Saturday, July 9, 2011

Beyond Method # 2

I am going to be seen as a Negative Ned.  Two blogs in a row about the consarned technology and how I hate it so!  But I don't hate blogs or blogging!  I love those! I did say in Method # 1 that I worry that blogs don't get read often and may be a waning communication method, but I still believe in blogs as a concept.  However, I am not a huge fan of the current spate of customizable windows.


Of the two we reviewed I would choose neither for my library.  I find them far and away too busy for my personal design tastes and the needs of my library community.  My community has a good amount of people on the far side of the digital divide.  We are trying our hardest to bridge that gap and these current tools with their myriad of windows and tabs would alienate most of our base.  Now that's not to say that our website has no links and is without complexity, but a frontpage that is totally filled with different boxes (several of which have streaming text) is totally at odds with our design needs.

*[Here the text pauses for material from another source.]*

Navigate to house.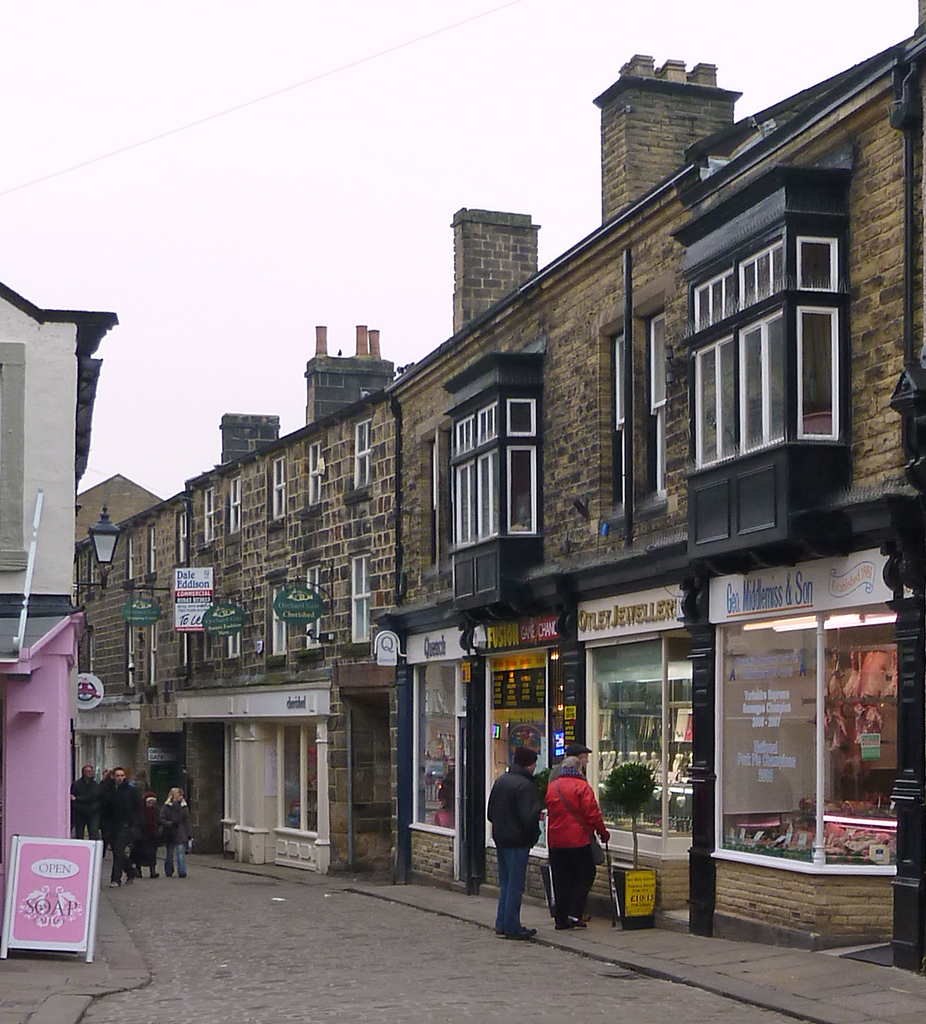
Navigation target: Rect(0, 278, 116, 862).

As an information consumer myself, i was livid with igoogle being defaulted in Firefox and quickly reverted to classic.  I don't like everything in one single place on one screen for my search engine needs.  That's why I shy away from yahoo in the first place. Also, I don't need the constant reminder of how intrusive Google is into my personal life with their updating content based on my searches and purchases.   

So for this method I'd say that if I were to use one of these tools I'd have to strip them very pared down for my personal tastes and also for my library's tastes*. 


*I should point out that we field test all our tech changes with multiple patrons of different ages and tech skills before we implement major changes, so this isn't just my bias that would make this decision.